Let's discuss pressures.
More in the rear?
If a loaded bike is unbalanced, tyre pressure differentials won't fix the problem and could as easily aggravate it. You need to stop and redistribute the load.
On an unloaded bike, except for the rider, substantially higher pressure in the rear than the front may sharpen up the handling of your bike, especially if you start with a well-pressured front tyre.

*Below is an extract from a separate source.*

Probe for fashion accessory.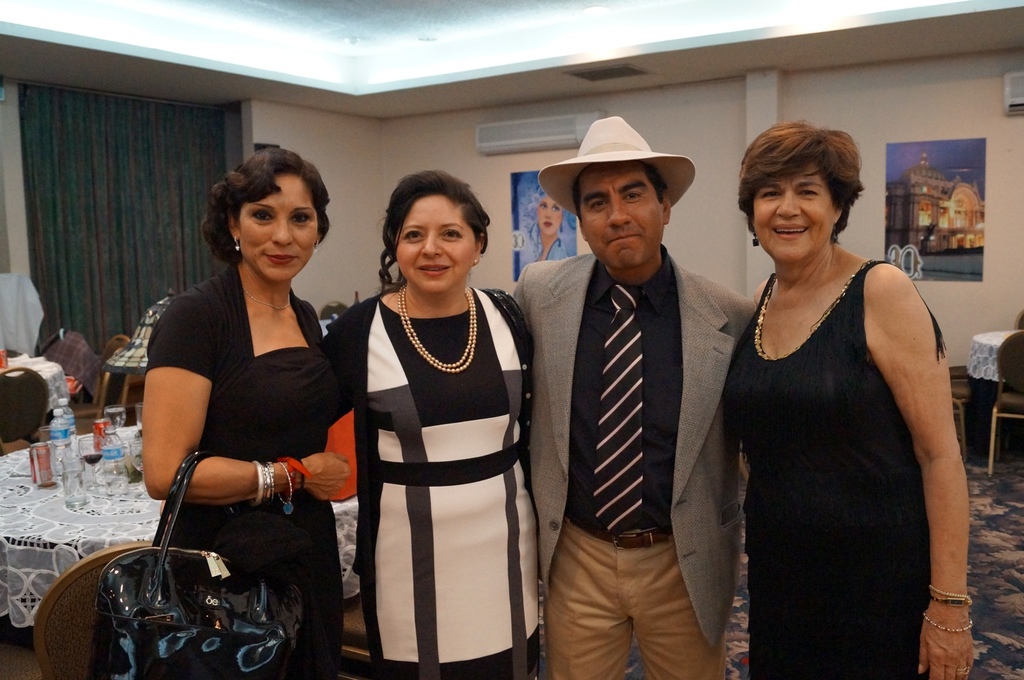
Probe result: box(397, 280, 477, 375).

But I must tell you that I wouldn't dream of doing it. My daily bike has a very long wheelbase and 60mm fat tackles operated at the minimum pressure that doesn't lead to constant fishbites, and the behaviour may seem sluggish to someone used to a short wheelbase, thin-high-pressure-tired road bike. It's like moving from a little English sports car to a V12 Mercedes. I have a good deal of experience developing racing car suspensions, in which the tyre and its pressure is your first line of defence, and I know for a fact that a bit of understeer is its own very handy safety margin, especially when the rider doesn't want a broken hip. The faster my bike goes, alas only on the downhills these days, the more valuable the security that flows from the understeer becomes. Rough roads? The roads here are an embarrassment, and the lanes more so, but nothing throws my bike off line, though road bikers who arrive at the bottom of the hill considerably after me are white around the gills and worried about the integrity of their bikes.
Setting the bike up razor-sharp, even with big boots, is no problem, practically speaking. But the desirability of such an action is in deep doubt. And most of the modern touring tyres that find favour with forum members (all the ones with Marathon in the name, for starters) are intended to be used as balloons or semi-balloons, with low tyre pressures. Pumping them harder to get twitchy handling seems to me counterproductive.
The behaviour of a sharp bike at high speed won't impress you. First of all, it's not a relaxing touring ride, it's a Sundays-only speed-freak bike. You have to be on top of a nervous bike all the time or it will throw you into the gorse, because a quick steering is a positive feedback system in which whatever goes wrong gets magnified, and even a twig on the road can throw you off, whereas my bike rides right across potholes that will bend the rims on racing bikes. A neutral-handling bike (roadholding is the bike keeping the rubber on the road, handling is its ability to recover from upsets) is even worse, in that you don't know which way it will break, and half the time you will be bracing in the wrong direction, and make things worse, perhaps to take a spill.
You can try this for yourself. If you're following the official recommendations of low pressure encapsulated in an essay by Mr Blance a couple of years ago, and you have good wide tyres, pump the front tyre to about 20psi under its limit, and the rear tyre to only 5psi under its limit. Notice how much of your comfort these changes have consumed. Ride down a hill with sweeping curves at a moderate pace, riding the brakes if necessary. Notice how the bike wants to turn to the insides of corners, as if the road is much more steeply cambered than you can see is the reality, and that you have to expend considerably more effort to keep the bike tracking with the road, and out of the ditch. You can aggravate this effect by putting a smoothly worn tyre on the back to give it even better grip. You can detune the effect too, by letting air our of the rear tyre to bring the tyre pressures closer together.
I take no responsibility for any outcomes of such experiments by any readers. Read the bit again where I say, "I wouldn't dream of doing it."